You can read it yourself:
A quick question: was the selling of slaves between different British colonies with the 1807 Act? I know the "international" trade was banned, but wasn't sure if this applied to e.g. between Jamaica and the Bahamas. It occurred to me such a distinction would have major implications for a British America and settlement of the Deep South.
You can read it yourself:
http://www.pdavis.nl/Legis_06.htm
Note the emphasis on "
African" throughout.
Article III is is phrased to apparently prohibit slave trading from
outside of the Empire, but not from
within the Empire, as as follows:
III. And be it further enacted, That from and after the said First Day of May, One thousand eight hundred and seven, it shall be unlawful for any of His Majesty's Subjects, or any Person or persons, resident in this United Kingdom, or in any of the Colonies, Territories, or Dominions thereunto belonging or in His Majesty's Possession or Occupation, to carry away or remove, or knowingly and willfully to procure, aid, or assist in the carrying away or removing, as Slaves, or for the purpose of being sold, transferred, used, or dealt with as Slaves, any of the Subjects or Inhabitants of Africa, or any Island, Country, Territory, or Place in the West Indies, or any part of America whatsoever, not being in the Dominion, Possession, or Occupation of his Majesty, either immediately or by Transshipment at Sea or otherwise, directly or indirectly from Africa or from any such Island, Country, territory, or Place as aforesaid, to any other Island, Country, Territory, or Place whatever,
Given that slavery remained legal in the BWI until 1833 (and even longer in India and other parts of the Empire), the reality is presumably anyone who wanted to move their "property" from Jamaica to Trinidad, for example, could have done so, and it would have been an attempt at precedent setting to dispute it.
Presumably there are studies of the inter-colonial movement of the enslaved in the BWI between 1807 and 1833; there are of almost every aspect of the slave trade and slavery.
I'd look here:
http://iibp.chadwyck.com/infopage/publ/jch.htm
Even in 1833, when Parliament passed the act to abolish slavery in the British West Indies, Canada and the Cape of Good Hope (southern Africa), meaning that it was now illegal to buy or own a person, "apprenticeships" kept the "free" in bondage for at least four years, and six years for field hands.
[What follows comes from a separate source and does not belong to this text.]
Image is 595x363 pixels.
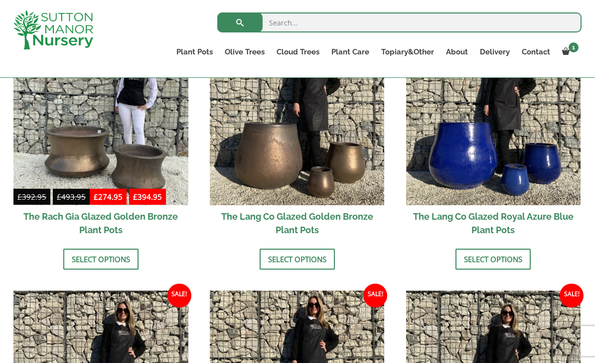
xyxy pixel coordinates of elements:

However, slavery continued in other areas of the British Empire including the territories run by the East India Company, Ceylon (modern day Sri Lanka) and St Helena until the 1840s.
Illicit slaving, through indentured servitude (which lasted until 1920) or outright slaving like "blackbirding" in Australia and the Pacific continued well into the Twentieth Century, and various parts of the Empire - especially in Africa and Southwest Asia - remained slave states until independence.